Busy agenda for Northampton Mayor Clare Higgins' final City Council meeting
NORTHAMPTON - Judging by the length of the agenda, the final City Council meeting chaired by Mayor Clare Higgins before she leaves office will make for a late one tonight.
And it will be filled with just the kind of variety that is the hallmark of many a small-city mayor: utility pole public hearings, a slew of financial orders and fund transfers, and a resolution urging city officials to shun participation in federal immigration law enforcement programs that threaten civil rights.
As mayor, Higgins is chairwoman of the City Council, and tonight, when the council convenes at 7:15 p.m. in the Puchalski Municipal Building behind City Hall, it will be her final turn at the helm.
After nearly 12 years as the city's 43rd mayor, Sept. 9 will mark the last day in office for Higgins, 56.
She is actually leaving a few months before the conclusion of her sixth two-year term. She announced in March that she would not seek a seventh term as mayor, and then in April, she announced she would leave office three months early, having accepted a job as director of Greenfield-based Community Action, an anti-poverty program that serves Franklin and Hampshire counties.
So, for a municipal leader whose accomplishments in office include getting a senior center built, moving the long-awaited redevelopment of the former Northampton state hospital property into the active phase, creating 12 balanced annual city budgets, and getting the construction of a new police station under way, here are the matters that she will shepherd through tonight:
· A second, required vote on a resolution condemning a controversial federal immigration law enforcement program known as Secure Communities and calling for city employees and police to refuse to cooperate with the program run by the U.S. Immigration and Custom Enforcement agency, which allows the FBI to use fingerprints taken by local police to cross-reference immigrants against its databases;
· Approval of the transfer of $1.3 million in Community Preservation Fund revenues to ensure the money is available for the first round of CPA funding for fiscal 2012;
· Utility pole hearings for Cahillane Terrace and Old Ferry Road.
· The appointment of Nicholas J. Demetrion as special police officer;
· A presentation by the city's Human Rights Commission;
· Second, required votes on the appropriation of $351,500 for capital plan spending on equipment; the transfer of $76,000 from parking meter reserves to the capital program for the parking division; approval of $125,000 in capital plan spending on school-related improvements and $50,000 on recreational fields;
· a second vote on an order designating members of the Agriculture Commission as "special status" municipal employees;
· second, required votes on an ordinance amendment requiring a special permit for more than one curb cut in the central business district and other zoning changes consistent with the Sustainable Northampton Plan;
· approval of an increase in the fee for an "automatic amusement device license" from $50 to $65, as recommended by the License Commission.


▸ Task to carry out
Whenever a line in the records below holds the string "DATE", copy it out.

Dataset rows describing interfaces:
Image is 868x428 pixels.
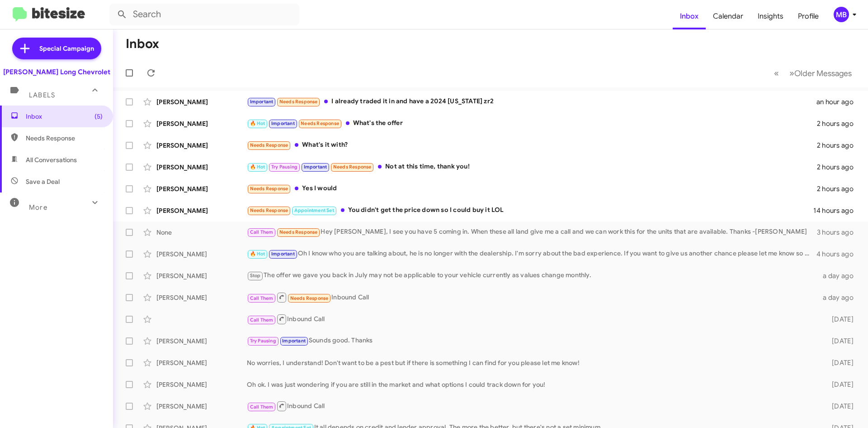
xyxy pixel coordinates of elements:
div: What's the offer [247,118,817,128]
span: « [774,67,779,78]
div: The offer we gave you back in July may not be applicable to your vehicle currently as values chan... [247,270,817,281]
div: Oh I know who you are talking about, he is no longer with the dealership. I'm sorry about the bad... [247,249,816,259]
h1: Inbox [126,37,159,51]
span: Needs Response [301,121,339,127]
span: Needs Response [333,164,372,170]
a: Insights [751,3,791,29]
div: [DATE] [817,401,861,411]
span: Call Them [250,404,274,410]
div: [PERSON_NAME] [157,140,247,150]
div: an hour ago [816,97,861,107]
div: [PERSON_NAME] [157,337,247,345]
span: Needs Response [280,99,318,104]
div: 2 hours ago [817,119,861,128]
span: Appointment Set [294,208,334,214]
div: 2 hours ago [817,163,861,171]
div: Yes I would [247,183,817,194]
span: Important [282,338,305,344]
div: 2 hours ago [817,140,861,150]
span: Important [304,164,328,170]
span: Needs Response [250,208,288,214]
a: Inbox [673,3,706,29]
div: 4 hours ago [816,250,861,258]
span: Important [250,99,274,104]
span: More [29,203,47,212]
div: [PERSON_NAME] [157,250,247,258]
div: 2 hours ago [817,184,861,193]
div: What's it with? [247,140,817,151]
span: Labels [29,91,55,99]
span: Needs Response [26,133,102,143]
div: No worries, I understand! Don't want to be a pest but if there is something I can find for you pl... [247,358,817,367]
span: Special Campaign [40,44,94,53]
div: None [157,227,247,237]
div: [PERSON_NAME] [157,271,247,280]
div: [PERSON_NAME] [157,97,247,107]
div: I already traded it in and have a 2024 [US_STATE] zr2 [247,96,816,107]
div: [PERSON_NAME] Long Chevrolet [3,67,110,77]
div: Not at this time, thank you! [247,162,817,172]
div: [PERSON_NAME] [157,206,247,215]
div: [DATE] [817,380,861,389]
span: Important [271,251,295,257]
div: 3 hours ago [817,227,861,237]
button: MB [826,7,859,22]
div: [PERSON_NAME] [157,293,247,302]
a: Profile [791,3,826,29]
div: [PERSON_NAME] [157,184,247,193]
div: Sounds good. Thanks [247,336,817,346]
div: Inbound Call [247,400,817,412]
span: Call Them [250,295,274,301]
div: [DATE] [817,337,861,345]
div: [PERSON_NAME] [157,401,247,411]
span: Call Them [250,229,274,235]
span: Needs Response [290,295,329,301]
span: Call Them [250,317,274,323]
div: [PERSON_NAME] [157,380,247,389]
span: Try Pausing [271,164,298,170]
div: Inbound Call [247,292,817,303]
span: 🔥 Hot [250,251,266,257]
div: a day ago [817,293,861,302]
div: 14 hours ago [814,206,861,215]
span: Needs Response [280,229,318,235]
button: Next [785,64,858,83]
div: a day ago [817,271,861,280]
span: Save a Deal [26,177,59,186]
span: (5) [95,112,102,121]
nav: Page navigation example [769,64,858,83]
span: All Conversations [26,155,77,164]
span: Try Pausing [250,338,276,344]
span: Stop [250,272,261,278]
input: Search [109,3,299,25]
div: [PERSON_NAME] [157,119,247,128]
div: Oh ok. I was just wondering if you are still in the market and what options I could track down fo... [247,380,817,389]
span: 🔥 Hot [250,164,266,170]
span: 🔥 Hot [250,121,266,127]
div: Inbound Call [247,313,817,325]
button: Previous [769,64,785,83]
span: Older Messages [795,68,852,78]
div: [PERSON_NAME] [157,163,247,171]
span: Needs Response [250,186,288,191]
span: Inbox [26,112,102,121]
span: Needs Response [250,142,288,148]
span: » [790,67,795,78]
span: Important [271,121,295,127]
div: [PERSON_NAME] [157,358,247,367]
div: [DATE] [817,358,861,367]
div: MB [834,7,849,22]
div: Hey [PERSON_NAME], I see you have 5 coming in. When these all land give me a call and we can work... [247,226,817,237]
div: [DATE] [817,314,861,324]
div: You didn't get the price down so I could buy it LOL [247,205,814,215]
a: Calendar [706,3,751,29]
a: Special Campaign [12,38,102,59]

▸ Answer to the exercise
div: [DATE] [817,401,861,411]
div: [DATE] [817,380,861,389]
div: [DATE] [817,337,861,345]
div: [DATE] [817,358,861,367]
div: [DATE] [817,314,861,324]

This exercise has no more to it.